Evening Standard
24.10.89
Milton Shulman

NOT having been able to get through more than 25 pages of The Screwtape Letters, I felt less than enthusiastic about facing an account of the love affair of the Oxford academic, C S Lewis, and an America poetess, Joy Davidman.

When Nigel Hawthorne as Lewis, bounces onto the stage dressed in crumpled corduroys, and asks the unanswerable question: "If God loves us, why does he allow us to sufer so much?", my expectations of an evening of chummy Christianity seemed about to be confirmed.

Fortunately, Shadowlands, by William Nicholson at the Queens, is less a proselytising statement of the Christian dilemma and more an examination of how love can breach the deferences of even the most sceptical and resistant of hearts.

Because Lewis, already a well-known author, was amused by the letters he received about his work from Joy Davidman, a New York Jewess turned Christian, he agreed to have tea with her and her son at an Oxford hotel in the early Fifties.

Guessing incorrectly that she would be short, dumpy, no beauty and a predator, he took along for his protectionhis elderly brother, with whom he shared an Oxford residence.

The earth did not stop still when they met. On the contrary, Lewis was not particularly taken with her pushy American ways and felt safe because she was firmly married to a husband in New York.

Although his fellow-dons never liked her, Lewis slowly fell under her spell and when, a year later, she returned to Oxford after a divorce, he became her close friend and to give her residential qualifications to stay in England, went through a technical marriage with her.

William Niholson's dialogue perfectly captures their drab marriage ceremony in a registrar's office, followed by Lewis's embarassed retreat from any sexual obligations, even Jane Lapotaire's engaging looks as Joy could not seriously undermine his dedicated bachelorhood.

But when cancer hospitalises her, Lewis realises the depth of his need for her.

The only answer he has to God's cruelty to lovers and children is that we need suffering to prepare us for another world because we are only shadows in this one. But will we suffer, too, in the next world and will pain be our lot for eternity? The secret remains locked.

Nigel Hawthorne's depiction of the growing dependence of Lewis upon Joy, his overflowing happiness at discovering love for the first time and his agonising despair at losing it, is unbearably moving: It is a performance that threads nuances between great joy and utter misery.

Jane Lapotaire has the assertive bounce of an American intellectual determined not to be over-awed by the condescension of Oxford academics. When she has to cope with her excrutitating agony and her conviction that we exist only in a shadowland, she makes us cry at the wonder of our own mortality.

Always in danger of topling over into sentimental bathos, Nicholson's blend of high table intellectual ricalry and Elijah Moshinsky's sensitive direction gives the subject a gravitas that lifts it avove just a spiritual weepie.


One number is the full answer: how many lines in the records contain the word "axes"?

■ DATA PROVIDED
——————

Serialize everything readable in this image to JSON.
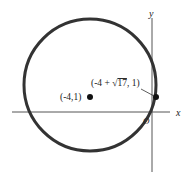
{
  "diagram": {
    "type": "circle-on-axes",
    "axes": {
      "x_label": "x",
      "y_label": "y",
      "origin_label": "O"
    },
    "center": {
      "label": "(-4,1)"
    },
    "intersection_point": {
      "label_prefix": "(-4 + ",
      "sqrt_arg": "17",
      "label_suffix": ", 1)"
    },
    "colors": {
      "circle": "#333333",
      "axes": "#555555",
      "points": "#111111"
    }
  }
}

——————

■ RESPONSE
3